While preparing these volumes he carried on his feud with Napoleon (then negotiating peace at Tilsit) by an article in the Mercure de France for July 4, 1807. It was ostensibly about Nero and Tacitus, but it could readily be applied to Napoleon and Chateaubriand.
When, in the silence of abjection, no sign can be heard save that of the chains of the slave and the voice of the informer; when all tremble before the tyrant, and it is as dangerous to incur his favor as to merit his displeasure, the historian appears, entrusted with the vengeance of the nation. Nero prospers in vain, for Tacitus has already been formed within the Empire; he grows up unknown beside the ashes of Germanicus, and already a just Providence has delivered into the hands of an obscure child the glory of the master of the world. If the historian’s role is a fine one it often has its dangers; but there are altars such as that of honor, which, though deserted, demand further sacrifices.

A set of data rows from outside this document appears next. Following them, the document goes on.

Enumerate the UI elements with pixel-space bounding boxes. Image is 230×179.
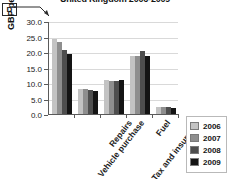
bar-group (52, 21, 72, 114)
legend-swatch-2007 (190, 134, 199, 142)
y-tick-label: 5.0 (31, 95, 42, 104)
category-label-fuel: Fuel (154, 118, 173, 138)
plot-area: 30.025.020.015.010.05.00.0 (48, 22, 178, 115)
y-tick-mark (44, 115, 48, 116)
legend: 2006200720082009 (186, 116, 227, 173)
bar-other-costs-2009[interactable] (171, 108, 176, 115)
legend-item-2009[interactable]: 2009 (190, 156, 226, 168)
bar-group (156, 21, 176, 114)
legend-item-2008[interactable]: 2008 (190, 144, 226, 156)
bar-fuel-2009[interactable] (145, 56, 150, 114)
legend-label-2007: 2007 (203, 134, 221, 143)
y-tick-label: 15.0 (26, 64, 42, 73)
callout-leader-line (14, 2, 54, 18)
x-tick-mark (100, 114, 101, 118)
legend-item-2007[interactable]: 2007 (190, 132, 226, 144)
bar-vehicle-purchase-2009[interactable] (67, 54, 72, 114)
bar-group (130, 21, 150, 114)
y-axis-title: GBP per week (6, 0, 16, 30)
legend-swatch-2006 (190, 122, 199, 130)
y-tick-label: 30.0 (26, 18, 42, 27)
y-axis-line (48, 22, 49, 115)
legend-item-2006[interactable]: 2006 (190, 120, 226, 132)
x-axis-line (48, 114, 178, 115)
y-tick-label: 10.0 (26, 80, 42, 89)
x-tick-mark (152, 114, 153, 118)
legend-swatch-2009 (190, 158, 199, 166)
legend-label-2009: 2009 (203, 158, 221, 167)
x-tick-mark (74, 114, 75, 118)
bar-tax-and-insurance-2009[interactable] (119, 80, 124, 114)
y-tick-label: 25.0 (26, 33, 42, 42)
y-tick-label: 20.0 (26, 49, 42, 58)
y-tick-label: 0.0 (31, 111, 42, 120)
legend-label-2006: 2006 (203, 122, 221, 131)
x-tick-mark (178, 114, 179, 118)
legend-swatch-2008 (190, 146, 199, 154)
bar-group (104, 21, 124, 114)
bar-group (78, 21, 98, 114)
bar-repairs-2009[interactable] (93, 91, 98, 114)
legend-label-2008: 2008 (203, 146, 221, 155)
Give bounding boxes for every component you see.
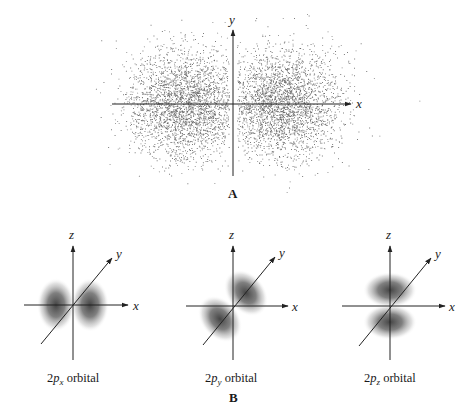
- y-axis-label: y: [227, 12, 235, 27]
- orbital-2px: z y x 2px orbital: [24, 227, 139, 387]
- z-axis-label: z: [228, 227, 234, 242]
- y-axis-label: y: [114, 246, 122, 261]
- panel-b: z y x 2px orbital z y x 2py orbital B z …: [24, 227, 455, 405]
- orbital-label-2pz: 2pz orbital: [364, 371, 416, 387]
- panel-a-label: A: [228, 186, 238, 201]
- x-axis-label: x: [291, 299, 298, 314]
- orbital-label-2px: 2px orbital: [47, 371, 100, 387]
- orbital-2pz: z y x 2pz orbital: [342, 227, 455, 387]
- orbital-figure: x y A z y x 2px orbital z y x 2py orbita…: [0, 0, 472, 409]
- x-axis-label: x: [448, 299, 455, 314]
- orbital-label-2py: 2py orbital: [205, 371, 258, 387]
- panel-b-label: B: [229, 390, 238, 405]
- panel-a: x y A: [96, 12, 420, 201]
- z-axis-label: z: [68, 227, 74, 242]
- x-axis-label: x: [355, 96, 362, 111]
- y-axis-label: y: [433, 246, 441, 261]
- orbital-2py: z y x 2py orbital B: [186, 227, 298, 405]
- z-axis-label: z: [385, 227, 391, 242]
- y-axis-label: y: [277, 245, 285, 260]
- x-axis-label: x: [132, 298, 139, 313]
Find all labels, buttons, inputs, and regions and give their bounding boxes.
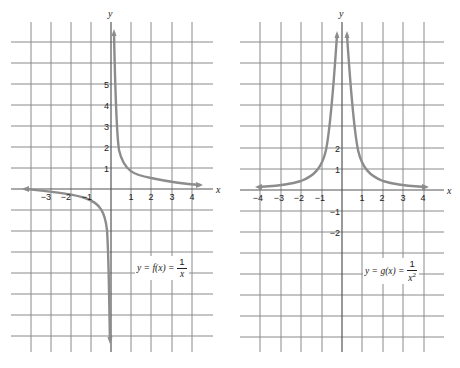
right-ytick: −2 [330,228,340,238]
left-xtick: 3 [169,192,174,202]
right-xtick: 2 [379,193,384,203]
left-curve-negative [25,189,110,340]
right-arrow-up-left-icon [335,31,340,38]
right-arrow-right-icon [422,184,429,190]
left-arrow-left-icon [22,186,29,192]
right-xtick: 4 [420,193,425,203]
left-x-label: x [215,184,221,195]
right-arrow-up-right-icon [345,31,350,38]
left-grid [11,22,213,352]
right-arrow-left-icon [255,184,262,190]
left-ytick: 3 [104,122,109,132]
left-curve-positive [114,33,200,185]
left-xtick: −1 [82,192,92,202]
left-ytick: 2 [104,143,109,153]
left-arrow-right-icon [196,182,203,188]
right-ytick: 2 [335,144,340,154]
left-xtick: 1 [128,192,133,202]
right-curve-positive [347,35,425,187]
right-xtick: 3 [400,193,405,203]
right-y-label: y [338,8,344,19]
left-graph: y x −3 −2 −1 1 2 3 4 1 2 3 4 5 [11,8,221,352]
left-ytick: 4 [104,101,109,111]
left-xtick: 4 [189,192,194,202]
left-equation-denominator: x [180,269,184,280]
left-xtick: 2 [148,192,153,202]
left-xtick: −2 [61,192,71,202]
right-xtick: −1 [315,193,325,203]
left-y-label: y [107,8,113,19]
right-ytick: 1 [335,165,340,175]
left-xtick: −3 [41,192,51,202]
graphs-canvas: y x −3 −2 −1 1 2 3 4 1 2 3 4 5 [0,0,460,368]
right-equation-fraction: 1 x2 [407,259,416,283]
left-equation: y = f(x) = 1 x [135,256,189,280]
left-arrow-down-icon [108,337,113,344]
right-x-label: x [446,185,452,196]
right-equation-numerator: 1 [407,259,416,271]
right-curve-negative [259,35,337,187]
left-equation-fraction: 1 x [177,257,186,279]
right-xtick: −3 [274,193,284,203]
left-equation-numerator: 1 [177,257,186,269]
right-graph: y x −4 −3 −2 −1 1 2 3 4 2 1 −1 −2 [240,8,452,352]
left-arrow-up-icon [112,29,117,36]
right-equation-denominator-wrap: x2 [408,271,416,284]
right-xtick: −4 [253,193,263,203]
right-xtick: 1 [359,193,364,203]
right-equation-lhs: y = g(x) = [365,266,404,276]
left-ytick: 5 [104,80,109,90]
right-equation: y = g(x) = 1 x2 [363,258,419,284]
right-equation-exponent: 2 [412,271,416,279]
right-ytick: −1 [330,207,340,217]
right-xtick: −2 [294,193,304,203]
left-equation-lhs: y = f(x) = [137,263,174,273]
left-ytick: 1 [104,164,109,174]
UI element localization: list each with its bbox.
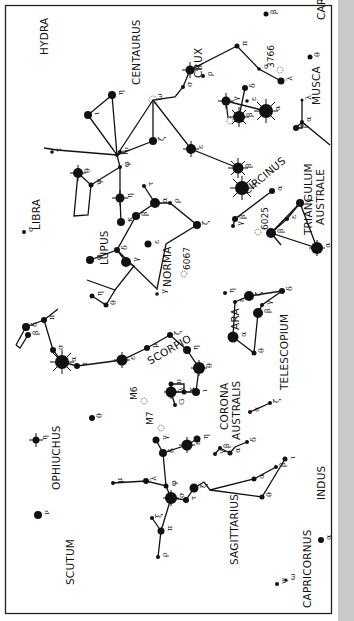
star-greek-label: β: [269, 9, 278, 14]
star-greek-label: μ: [115, 478, 124, 483]
star-greek-label: α: [239, 331, 248, 337]
star-greek-label: η: [227, 288, 236, 293]
star-greek-label: G: [177, 399, 186, 405]
star-greek-label: β: [299, 123, 308, 128]
star-greek-label: β: [140, 211, 149, 216]
star-greek-label: δ: [248, 83, 257, 88]
star-dot: [121, 257, 131, 267]
star-dot: [253, 308, 263, 318]
star-greek-label: π: [47, 315, 56, 320]
star-greek-label: ω: [288, 573, 297, 580]
star-greek-label: β: [276, 228, 285, 233]
star-greek-label: θ: [83, 168, 92, 173]
star-greek-label: α: [233, 447, 242, 453]
star-greek-label: θ: [257, 348, 266, 353]
star-dot: [145, 241, 152, 248]
star-greek-label: σ: [177, 492, 186, 498]
star-dot: [84, 111, 92, 119]
star-greek-label: α: [304, 116, 313, 122]
star-dot: [166, 387, 177, 398]
star-greek-label: β: [238, 214, 247, 219]
constellation-name: CARINA: [315, 0, 327, 20]
star-greek-label: δ: [120, 245, 129, 250]
cluster-label: 3766: [266, 45, 276, 68]
star-greek-label: θ: [109, 300, 118, 305]
chart-frame: [6, 6, 332, 614]
cluster-label: 6025: [260, 207, 270, 230]
star-greek-label: η: [95, 291, 104, 296]
star-greek-label: ε: [289, 215, 298, 219]
star-dot: [108, 91, 116, 99]
star-greek-label: ε: [237, 298, 246, 302]
star-dot: [34, 511, 42, 519]
star-greek-label: τ: [189, 495, 198, 500]
star-greek-label: η: [125, 193, 134, 198]
constellation-name: SAGITTARIUS: [228, 494, 240, 565]
bright-star-rays: [29, 62, 325, 506]
star-greek-label: β: [244, 163, 253, 168]
star-greek-label: θ: [313, 52, 322, 57]
star-dot: [278, 78, 285, 85]
star-dot: [233, 163, 244, 174]
star-greek-label: ζ: [157, 136, 166, 141]
star-greek-label: κ: [125, 217, 134, 222]
star-greek-label: γ: [235, 221, 244, 226]
star-greek-label: η: [201, 434, 210, 439]
star-greek-label: ζ: [201, 220, 210, 225]
constellation-name: MUSCA: [310, 65, 322, 105]
star-dot: [228, 332, 239, 343]
star-greek-label: δ: [249, 437, 258, 442]
star-dot: [233, 111, 245, 123]
constellation-name: CORONA: [218, 382, 230, 430]
star-dot: [222, 97, 231, 106]
star-greek-label: λ: [285, 76, 294, 81]
star-greek-label: ψ: [94, 179, 103, 185]
star-greek-label: α: [257, 473, 266, 479]
star-greek-label: β: [263, 308, 272, 313]
star-greek-label: α: [273, 105, 282, 111]
star-greek-label: τ: [54, 147, 63, 152]
star-dot: [55, 355, 69, 369]
star-dot: [186, 144, 196, 154]
star-dot: [150, 198, 160, 208]
star-dot: [193, 362, 205, 374]
star-dot: [86, 256, 94, 264]
star-greek-label: λ: [149, 476, 158, 481]
star-dot: [193, 221, 201, 229]
constellation-name: ARA: [229, 308, 241, 330]
star-greek-label: δ: [30, 322, 39, 327]
star-greek-label: ι: [200, 389, 209, 392]
constellation-name: NORMA: [161, 246, 173, 287]
constellation-name: OPHIUCHUS: [50, 425, 62, 490]
star-dot: [22, 323, 30, 331]
star-greek-label: α: [69, 356, 78, 362]
cluster-label: M7: [145, 412, 155, 426]
constellation-name: CAPRICORNUS: [301, 529, 313, 608]
star-greek-label: ε: [152, 240, 161, 244]
constellation-name: AUSTRALIS: [230, 380, 242, 440]
star-dot: [259, 104, 273, 118]
star-greek-label: θ: [265, 492, 274, 497]
star-greek-label: β: [245, 112, 254, 117]
star-greek-label: ζ: [173, 330, 182, 335]
star-greek-label: δ: [167, 448, 176, 453]
star-greek-label: θ: [95, 413, 104, 418]
cluster-label: 6067: [182, 247, 192, 270]
star-dot: [158, 528, 165, 535]
star-greek-label: θ: [205, 363, 214, 368]
star-dot: [116, 194, 125, 203]
star-greek-label: ν: [42, 510, 51, 515]
star-greek-label: α: [323, 242, 332, 248]
star-dot: [159, 449, 167, 457]
star-greek-label: β: [278, 462, 287, 467]
star-greek-label: σ: [185, 81, 194, 87]
constellation-name: AUSTRALE: [314, 169, 326, 225]
constellation-names-layer: HYDRACENTAURUSCRUXCARINAMUSCALIBRALUPUSC…: [30, 0, 327, 608]
constellation-name: SCUTUM: [64, 539, 76, 585]
star-greek-label: κ: [187, 387, 196, 392]
constellation-lines: [16, 46, 330, 557]
star-greek-label: ε: [128, 356, 137, 360]
star-greek-label: ε: [196, 145, 205, 149]
star-dot: [153, 437, 160, 444]
star-greek-label: α: [160, 197, 169, 203]
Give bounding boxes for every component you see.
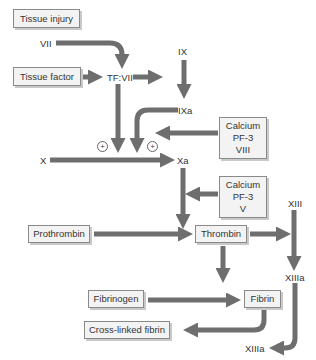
- box-tissue-injury: Tissue injury: [13, 9, 80, 28]
- arrow-ixa-to-x: [137, 110, 178, 146]
- label-xiiia-mid: XIIIa: [285, 272, 305, 283]
- calcium-label: Calcium: [226, 179, 260, 191]
- factor-v-label: V: [240, 203, 246, 215]
- tissue-factor-label: Tissue factor: [20, 71, 74, 83]
- factor-viii-label: VIII: [236, 144, 250, 156]
- box-cross-linked-fibrin: Cross-linked fibrin: [84, 321, 170, 339]
- pf3-label: PF-3: [233, 191, 254, 203]
- box-tissue-factor: Tissue factor: [13, 67, 81, 86]
- box-fibrinogen: Fibrinogen: [88, 290, 144, 308]
- box-cofactors-viii: Calcium PF-3 VIII: [219, 117, 267, 159]
- thrombin-label: Thrombin: [201, 228, 241, 240]
- pf3-label: PF-3: [233, 132, 254, 144]
- label-ix: IX: [178, 46, 187, 57]
- arrow-fibrin-to-crosslinked: [190, 310, 264, 330]
- plus-left-icon: +: [97, 141, 108, 152]
- label-ixa: IXa: [178, 105, 192, 116]
- box-cofactors-v: Calcium PF-3 V: [219, 176, 267, 218]
- label-x: X: [40, 155, 46, 166]
- box-prothrombin: Prothrombin: [28, 225, 90, 243]
- label-tf-vii: TF:VII: [107, 72, 133, 83]
- box-fibrin: Fibrin: [244, 290, 281, 308]
- arrow-vii-to-tfvii: [56, 43, 122, 62]
- tissue-injury-label: Tissue injury: [20, 13, 73, 25]
- coagulation-cascade-diagram: Tissue injury Tissue factor Calcium PF-3…: [0, 0, 316, 360]
- fibrinogen-label: Fibrinogen: [94, 293, 139, 305]
- box-thrombin: Thrombin: [195, 225, 247, 243]
- plus-right-icon: +: [147, 141, 158, 152]
- prothrombin-label: Prothrombin: [33, 228, 85, 240]
- label-vii: VII: [40, 38, 52, 49]
- label-xiiia-bottom: XIIIa: [245, 343, 265, 354]
- label-xa: Xa: [177, 155, 189, 166]
- calcium-label: Calcium: [226, 120, 260, 132]
- fibrin-label: Fibrin: [251, 293, 275, 305]
- cross-linked-fibrin-label: Cross-linked fibrin: [89, 324, 165, 336]
- label-xiii: XIII: [288, 198, 302, 209]
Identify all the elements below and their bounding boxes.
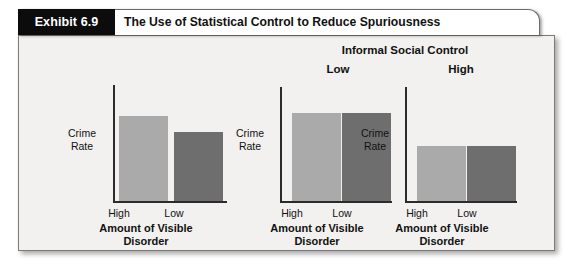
chart-1-x-axis-label-line2: Disorder xyxy=(66,235,226,248)
informal-social-control-low-label: Low xyxy=(286,63,390,75)
chart-3-x-axis xyxy=(405,201,517,203)
chart-2-y-axis-label: Crime Rate xyxy=(224,127,276,152)
chart-1-x-axis-label: Amount of Visible Disorder xyxy=(66,222,226,248)
chart-3-y-axis-label-line1: Crime xyxy=(349,127,401,140)
chart-1-y-axis-label: Crime Rate xyxy=(56,127,108,152)
chart-2-tick-high: High xyxy=(272,207,312,219)
chart-3-x-axis-label-line2: Disorder xyxy=(362,235,522,248)
chart-total-sample: Crime Rate xyxy=(56,85,236,205)
chart-3-y-axis xyxy=(405,87,407,202)
chart-2-y-axis xyxy=(280,87,282,202)
chart-1-x-axis-label-line1: Amount of Visible xyxy=(66,222,226,235)
chart-2-tick-low: Low xyxy=(322,207,362,219)
chart-3-tick-low: Low xyxy=(447,207,487,219)
chart-1-tick-low: Low xyxy=(154,207,194,219)
chart-1-y-axis-label-line2: Rate xyxy=(56,140,108,153)
chart-high-informal-social-control: Crime Rate xyxy=(349,85,539,205)
chart-2-bar-high xyxy=(292,113,341,201)
chart-3-y-axis-label: Crime Rate xyxy=(349,127,401,152)
informal-social-control-high-label: High xyxy=(406,63,516,75)
chart-3-y-axis-label-line2: Rate xyxy=(349,140,401,153)
chart-1-bar-low xyxy=(174,132,223,201)
chart-3-bar-high xyxy=(417,146,466,201)
chart-3-bar-low xyxy=(467,146,516,201)
chart-3-x-axis-label: Amount of Visible Disorder xyxy=(362,222,522,248)
chart-2-y-axis-label-line1: Crime xyxy=(224,127,276,140)
chart-1-tick-high: High xyxy=(99,207,139,219)
chart-1-y-axis xyxy=(113,85,115,202)
chart-2-y-axis-label-line2: Rate xyxy=(224,140,276,153)
exhibit-figure: Exhibit 6.9 The Use of Statistical Contr… xyxy=(0,0,570,270)
chart-1-bar-high xyxy=(119,116,168,201)
chart-1-y-axis-label-line1: Crime xyxy=(56,127,108,140)
exhibit-title: The Use of Statistical Control to Reduce… xyxy=(124,9,440,35)
exhibit-number-badge: Exhibit 6.9 xyxy=(18,9,115,35)
chart-1-x-axis xyxy=(113,201,227,203)
chart-3-x-axis-label-line1: Amount of Visible xyxy=(362,222,522,235)
informal-social-control-heading: Informal Social Control xyxy=(280,44,530,56)
chart-3-tick-high: High xyxy=(397,207,437,219)
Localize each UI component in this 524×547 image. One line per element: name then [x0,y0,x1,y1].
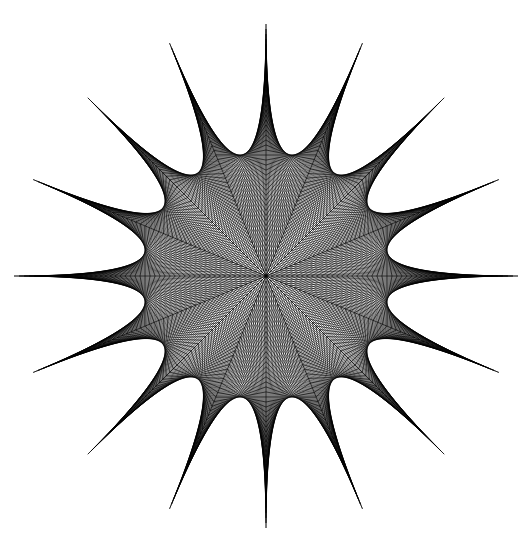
figure-canvas [0,0,524,547]
string-lines-group [14,24,518,528]
string-art-star-figure [0,0,524,547]
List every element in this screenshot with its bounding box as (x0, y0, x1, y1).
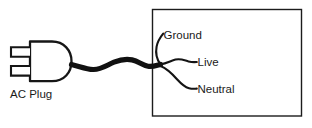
label-live: Live (198, 56, 219, 68)
label-ground: Ground (164, 29, 202, 41)
label-ac-plug: AC Plug (10, 88, 52, 100)
wiring-diagram-svg: AC Plug Ground Live Neutral (0, 0, 312, 128)
label-neutral: Neutral (198, 83, 235, 95)
plug-body (30, 42, 72, 82)
plug-prong-lower (11, 66, 30, 76)
plug-prong-upper (11, 47, 30, 57)
wiring-diagram-canvas: AC Plug Ground Live Neutral (0, 0, 312, 128)
power-cable (72, 59, 161, 69)
equipment-enclosure-rect (153, 10, 302, 117)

… Wherever there is a chance for fortune there is no heroism in trying it; magnanimous actions are those whose foreseeable result is adversity and death. After all, what do reverses matter if our name, pronounced by posterity, makes a single generous heart beat two thousand years after we have lived?123
On his return from Tilsit Napoleon ordered the new Tacitus to leave Paris. The Mercure was warned to take no further articles from his pen; Chateaubriand became a passionate defender of a free press. He retired to a property that he had bought in the Vallée-aux-Loups at Châtenay, and devoted himself to preparing Les Martyrs for publication. He deleted from the manuscript such passages as might be interpreted as derogatory of Napoleon. In that year (1809) his brother Armand was arrested for having transmitted dispatches from the émigré Bourbon princes to their agents in France. René wrote to Napoleon asking mercy for Armand; Napoleon found the letter too proud, and threw it into the fire; Armand was tried and found guilty, and was shot on March 31. René arrived a few moments after the execution. He never forgot the scene: Armand lying dead, his face and skull shattered by bullets, “a butcher’s dog licking up his blood and his brains.”124 It was Good Friday, 1809.
Chateaubriand buried his grief in his valley solitude and in preparing his Mémoires d’outre-tombe. He began these reminiscences in 1811; he worked on them intermittently as a sedative from travel, liaisons, and politics; he wrote their last page in 1841, and forbade their publication till after his death; hence he called them Memoirs from the Tomb. They are bold in thought, childish in sentiment, brilliant in style. Here, for example, the parade of Napoleon’s appointees hurrying to swear their eternal loyalty to Louis XVIII after Napoleon’s collapse: “Vice entered leaning on the arm of crime [le vice appuyé sur le bras du crime]—Monsieur de Talleyrand walked in, supported by Monsieur Fouché.”125 In those leisurely pages are descriptions of nature rivaling those in AtalaandRené; and colorful episodes like the burning of Moscow.126 Pages of sentiment abound:
The earth is a charming mother; we come forth from her womb; in childhood she holds us to her breasts, which are swollen with milk and honey; in youth and manhood she lavishes upon us cool waters, her harvests and her fruits;… when we die she opens her bosom to us again, and throws a coverlet of grass and flowers over our remains while she secretly transforms us into her own substance, to be reproduced in some new and graceful shape.127
And now and then a flash of philosophy, usually somber: “History is only a repetition of the same facts applied to diverse men and times.”128 These Mémoires d’outre-tombe are Chateaubriand’s most enduring book.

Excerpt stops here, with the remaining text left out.